Volume 3, #29 April 7, 1999 POLITICS WITH BITE! CONTACT HELP previous BACK ISSUES next
A FORUM FOR ANTI-AUTHORITARIAN POLITICAL OPINION, RESEARCH AND HUMOR

Reclaim Our History



Apr. 6. 1968: In wake of riots following M.L. King's assassination, Oakland police raid Black Panther Party headquarters, killing Bobby Hutton and wounding three others, including Eldridge Cleaver. 1996: Eleven arrested at main post office near Capitol Hill, Washington, D.C., for attempting to mail needed medical supplies to Iraq in defiance of U.S.-led embargo.

Apr. 7. 1948: World Health Organization (WHO) formed in Geneva, with the stated goal of making health care available to everyone in the world by the year 2000. 1991: Over 5,000 rally against police brutality in Los Angeles.

Apr. 8. 563 BC: Birth of Gautama Buddha. 1712: Slave revolt, New York City. 1973: A Harris Poll reports 51% in U.S. support the American Indian Movement protesters occupying Wounded Knee; 21% support the federal government.

Apr. 9. 1754: Letter from Indian slave trader to South Carolina Gov. J. Glenn asking for permission to use one group of Indians to fight another: "We want no pay, only what we can take and plunder, and what slaves we take to be our own." 1947: First day of Freedom Ride, the "Journey of Reconciliation," sponsored by Congress for Racial Equality and Fellowship of Reconciliation, from Washington, D.C. through four southern states. 1969: Harvard students take over the campus administration building, ousting the deans. 1995: Over 100,000 at Rally for Women's Lives, Washington D.C.

Apr. 10. 1919: Peasant leader Emiliano Zapata ambushed and assassinated by Mexican Federal troops. 1947: Jackie Robinson appears in first game with the Brooklyn Dodgers, becoming the first African-American to play major league baseball after 78 years of segregation.
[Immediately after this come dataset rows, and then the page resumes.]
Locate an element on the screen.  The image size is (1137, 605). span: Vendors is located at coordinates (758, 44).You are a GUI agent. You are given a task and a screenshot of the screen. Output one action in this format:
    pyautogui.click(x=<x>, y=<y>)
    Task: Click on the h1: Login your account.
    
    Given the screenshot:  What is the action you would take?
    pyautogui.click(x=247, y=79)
The game, until a franchise moved to Atlanta in the mid-'60s, was played entirely in northern cities. 1971: 90-year-old Jeanette Rankin, the first U.S. Congresswoman (in 1917) and the only member of Congress to vote against U.S. entry to both World Wars, leads 8,000 women in march on Pentagon to protest war in Vietnam. 1995: California judge rules that assault-type weapons manufacturers can be sued for carnage resulting from the product's use.
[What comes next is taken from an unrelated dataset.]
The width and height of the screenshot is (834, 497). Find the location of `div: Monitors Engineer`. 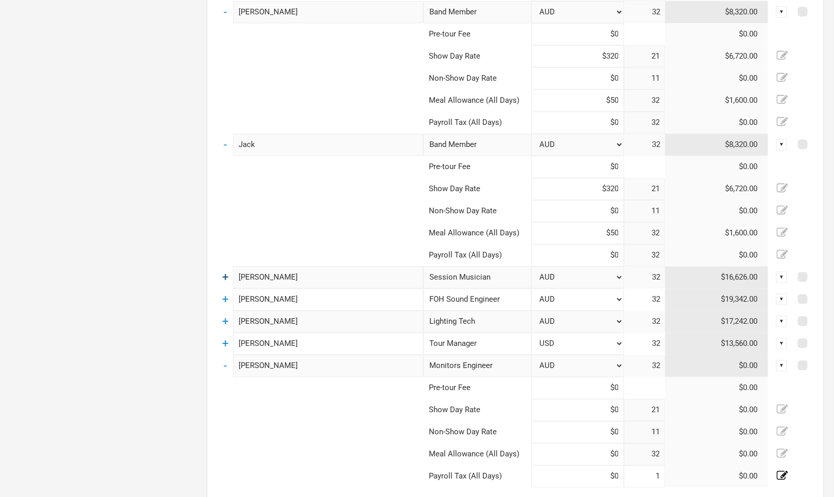

div: Monitors Engineer is located at coordinates (477, 365).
Apr. 11. 1968: Civil Rights Act of 1968 signed into law. The act bars racial discrimination in housing and other areas. 1986: Seventeen are arrested on felony riot charges after police tear-gas striking Hormel meatpacking workers in Austin, Minn. 6,000 (in a city of 20,000) demonstrate the next day. The Hormel strike, generally regarded as labor's first major grassroots revolt against corporate downsizing, is eventually suppressed by Hormel in cooperation with both the state and the workers' own national union. 1996: Treaty of Pelindaba signed in Cairo, making Africa a nuclear-free continent and at least in theory making the entire southern hemisphere a nuclear-free zone.

Apr. 12. 1935: 60,000 college students around the U.S. go on strike against war. 1967: 1,500 march down the Ave. in Seattle's U-District in opposition to Vietnam War.